Laser tanks are impractical. What if the enemy wears mirrored shades? That laser goes right back and kills you instead. You don't want your 100 million dollar tank to be taken out by a pair of Ray-Bans.
The moment those mirrors stop being perfectly shiny they begin thermal collapse. Which is the real reason mirrors exposed to the atmosphere can't be used as targeting optics.
That would work if the earth wasn't flat. As it is, you need to transport the artillery below their position and shoot them from there. Like Ender shooting through the ice clouds.
I may risk being too credible here, but a $80 drone is a lot more expendable than a $40m laser tank. The drone can be considered a consumable. Hell, mark the drones down as ammo.
...the color of a blaster bolt (character-scale or starship scale) is determined by the quality of the gas used in it - higher quality gives you green, lower quality gives you red. The Rebellion didn't have access to the highest quality gas, and had to make do with the lower quality ammunition.
Huh, I guess I wondered but never looked it up until now.
Mirrors melt and break when hit with a laser of more than "pretty lights power".
This dude built a 2kW one with optics: https://www.youtube.com/watch?v=xNmbvaUzC8Q
mirror at ~ 4:30
EDIT: I know where I am, that video is too good not to share though. Vote away.
Nah. This doesn't count because that guy is clearly from the future when you can buy a 1K laser at the corner store. In 2024, they are a little bit harder to come by.
This was a real concept for the anti-ICMB 747. The idea was to loiter it outside air defense range and then send drones in as reflectors to target the lasers much closer to the threat.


Leave out any picture and return the remaining listing below exactly as given.

Content starts

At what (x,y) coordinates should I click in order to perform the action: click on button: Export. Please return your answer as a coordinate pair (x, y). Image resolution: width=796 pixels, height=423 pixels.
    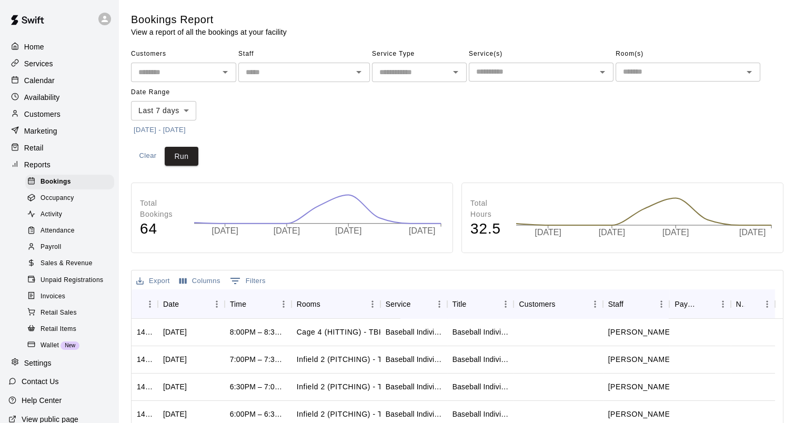
    Looking at the image, I should click on (153, 281).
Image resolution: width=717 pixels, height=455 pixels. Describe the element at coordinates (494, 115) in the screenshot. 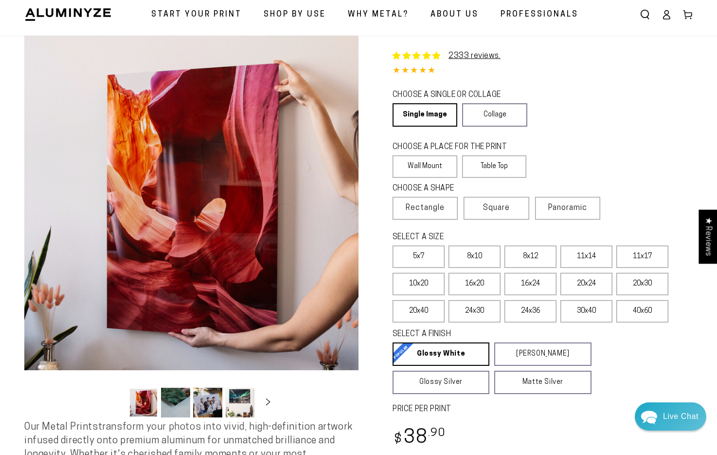

I see `a: Collage` at that location.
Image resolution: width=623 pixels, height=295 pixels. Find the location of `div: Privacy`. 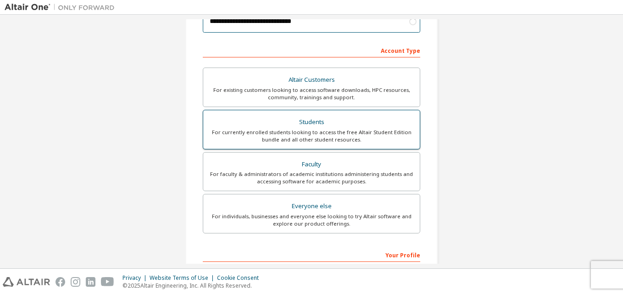

div: Privacy is located at coordinates (136, 278).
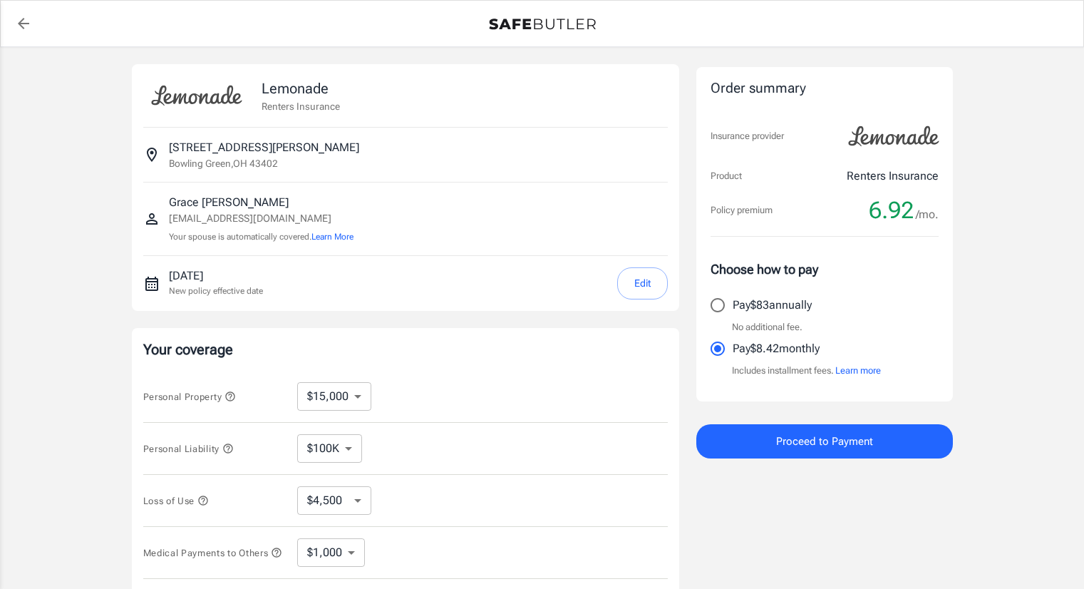  I want to click on button: Proceed to Payment, so click(825, 441).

Content ends

* TASK ANSWER *
At what (x,y) coordinates should I click in order to perform the action: click on button: Export. Please return your answer as a coordinate pair (x, y). Image resolution: width=796 pixels, height=423 pixels.
    Looking at the image, I should click on (153, 281).
Image resolution: width=717 pixels, height=455 pixels. Describe the element at coordinates (494, 115) in the screenshot. 

I see `a: Collage` at that location.
Image resolution: width=623 pixels, height=295 pixels. Find the location of `div: Privacy`. 

div: Privacy is located at coordinates (136, 278).
  I want to click on button: Proceed to Payment, so click(825, 441).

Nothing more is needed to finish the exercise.